Posted by: aragon | September 08, 2012 at 10:29 AM
Think of Burke as a highly gifted political consultant or publicist, a political professional who understood what his clients needed better than they did.
The attractive Burke is not the sad embittered war hawk of Letters on a Regicide Peace but the Quixote who pursued Warren Hastings through an impeachment process that lasted years. An Irishman talking about what the Empire meant.
arsetoelbow: it is bit cheeky to employ Paine (of English System of Finance fame) to defend the funding system which he prophesied would be England's ruination. I suspect that Paine would argue, as Cobbett, who was equally indebted to both Burke and Paine, did that every new generation has the right to choose how it will handle the debt. Whether to honour it, whether to refund it or to audit it or to repudiate it in toto.

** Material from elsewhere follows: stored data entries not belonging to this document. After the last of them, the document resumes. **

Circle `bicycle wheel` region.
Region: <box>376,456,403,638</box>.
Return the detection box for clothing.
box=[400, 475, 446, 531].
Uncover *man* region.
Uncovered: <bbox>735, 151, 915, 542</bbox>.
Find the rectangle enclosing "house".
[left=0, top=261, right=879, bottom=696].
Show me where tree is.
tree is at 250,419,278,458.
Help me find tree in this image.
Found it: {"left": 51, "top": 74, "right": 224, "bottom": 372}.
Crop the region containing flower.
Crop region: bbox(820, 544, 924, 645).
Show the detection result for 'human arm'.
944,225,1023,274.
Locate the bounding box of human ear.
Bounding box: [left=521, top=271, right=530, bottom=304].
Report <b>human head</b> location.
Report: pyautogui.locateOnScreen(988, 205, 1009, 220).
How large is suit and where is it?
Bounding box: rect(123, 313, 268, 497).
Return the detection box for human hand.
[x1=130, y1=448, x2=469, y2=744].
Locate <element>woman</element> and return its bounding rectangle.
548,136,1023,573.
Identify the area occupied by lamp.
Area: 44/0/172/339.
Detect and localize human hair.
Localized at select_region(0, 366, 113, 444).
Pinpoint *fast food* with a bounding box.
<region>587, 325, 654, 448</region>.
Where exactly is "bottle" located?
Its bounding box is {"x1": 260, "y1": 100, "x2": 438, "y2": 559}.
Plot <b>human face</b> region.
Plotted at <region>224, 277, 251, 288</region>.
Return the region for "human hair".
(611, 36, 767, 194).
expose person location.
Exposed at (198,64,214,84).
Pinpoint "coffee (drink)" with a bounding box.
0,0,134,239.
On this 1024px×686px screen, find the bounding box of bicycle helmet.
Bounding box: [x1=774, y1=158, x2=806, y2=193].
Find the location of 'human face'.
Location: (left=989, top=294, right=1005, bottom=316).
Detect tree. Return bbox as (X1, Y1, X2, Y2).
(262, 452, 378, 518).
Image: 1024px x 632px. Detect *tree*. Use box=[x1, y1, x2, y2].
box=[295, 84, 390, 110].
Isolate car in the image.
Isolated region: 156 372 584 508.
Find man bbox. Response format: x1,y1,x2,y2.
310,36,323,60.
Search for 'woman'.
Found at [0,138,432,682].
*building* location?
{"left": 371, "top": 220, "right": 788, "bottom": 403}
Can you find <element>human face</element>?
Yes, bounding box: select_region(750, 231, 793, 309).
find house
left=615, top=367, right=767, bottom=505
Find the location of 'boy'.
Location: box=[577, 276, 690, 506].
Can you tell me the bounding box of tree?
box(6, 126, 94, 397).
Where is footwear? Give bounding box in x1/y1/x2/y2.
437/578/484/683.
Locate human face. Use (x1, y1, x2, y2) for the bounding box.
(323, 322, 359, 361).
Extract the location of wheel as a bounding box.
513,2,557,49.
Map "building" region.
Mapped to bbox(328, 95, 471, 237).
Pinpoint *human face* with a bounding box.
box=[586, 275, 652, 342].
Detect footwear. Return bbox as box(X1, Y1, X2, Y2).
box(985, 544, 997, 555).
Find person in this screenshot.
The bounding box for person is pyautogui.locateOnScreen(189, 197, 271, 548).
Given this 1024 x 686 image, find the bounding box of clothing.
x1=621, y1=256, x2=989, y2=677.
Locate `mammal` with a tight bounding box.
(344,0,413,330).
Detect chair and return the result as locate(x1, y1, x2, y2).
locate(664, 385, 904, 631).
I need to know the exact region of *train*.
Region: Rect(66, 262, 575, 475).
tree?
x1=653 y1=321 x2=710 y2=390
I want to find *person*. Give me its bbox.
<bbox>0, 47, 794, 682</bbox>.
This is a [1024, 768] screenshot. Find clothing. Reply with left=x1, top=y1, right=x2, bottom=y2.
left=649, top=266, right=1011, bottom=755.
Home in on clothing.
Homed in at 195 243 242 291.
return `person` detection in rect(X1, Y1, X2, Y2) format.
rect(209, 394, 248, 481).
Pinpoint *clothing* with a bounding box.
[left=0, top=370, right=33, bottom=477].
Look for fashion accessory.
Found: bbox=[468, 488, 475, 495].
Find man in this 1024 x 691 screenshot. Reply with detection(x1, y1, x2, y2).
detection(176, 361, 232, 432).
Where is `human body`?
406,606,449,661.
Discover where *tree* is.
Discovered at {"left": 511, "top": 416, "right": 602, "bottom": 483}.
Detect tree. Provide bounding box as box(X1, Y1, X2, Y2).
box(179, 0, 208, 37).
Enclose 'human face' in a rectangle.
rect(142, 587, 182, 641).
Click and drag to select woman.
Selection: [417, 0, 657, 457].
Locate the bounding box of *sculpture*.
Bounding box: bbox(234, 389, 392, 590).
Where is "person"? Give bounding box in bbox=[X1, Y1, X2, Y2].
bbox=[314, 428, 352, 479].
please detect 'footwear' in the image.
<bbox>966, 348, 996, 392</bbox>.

Posted by: Chris2 | September 09, 2012 at 04:00 AM
Tim Newman:
A quick look at the US GOP will turn up many examples of Randian Conservatives. Somehow they manage to combine Rand's gospel of selfishness with Christianity, whose message is diametrically opposed. Cognitive dissonance is alive and well in American politics.
Patrick:
As the future of my children, and the very existence of their children, depends on my ability to survive in the present, wrecking the economy now in the name of "reducing the debt burden for future generations" does no-one any favours, least of all said future generations.
Posted by: Frances Coppola | September 09, 2012 at 09:11 AM
Frances,,
This whole premise looks to be a straw man. Which individuals of any importance, or in great enough numbers to be significant, are on record as having declared that they - or others - are heroic self-made men who have derived no benefit at all from the contributions of others? Pointing me to a group of people and asking me to find such examples myself only confirms the nature of the straw man.
Posted by: Tim Newman | September 09, 2012 at 10:04 AM
@ Tim: I was thinking of this sort of thing.
http://www.entrepreneur.com/blog/224322
Of course, few people are full Randians. But there is a strand of opinion which overstates the role of individual agency in creating wealth and which is excessively respectful of the rich - vis the talk of business people as "wealth creators" and the tendency of the BBC, among others, to uncritically solicit their opinion on economic policy (in a way that welfare recipients' advice on welfare policy is rarely sought).
Posted by: chris | September 09, 2012 at 12:25 PM
It is beginning to look as if Sir Boyle Roche spoke with more wisdom than he was credited with at the time:
"Mr Speaker, we hear much of our Duty to Posterity. But I ask honourable Members: What has Posterity ever done for Us?"
Posted by: Stephen | September 10, 2012 at 11:43 AM
Extensive content and a excellent read! An exciting subject to claim about. Record is for the winners, and success goes along with them too.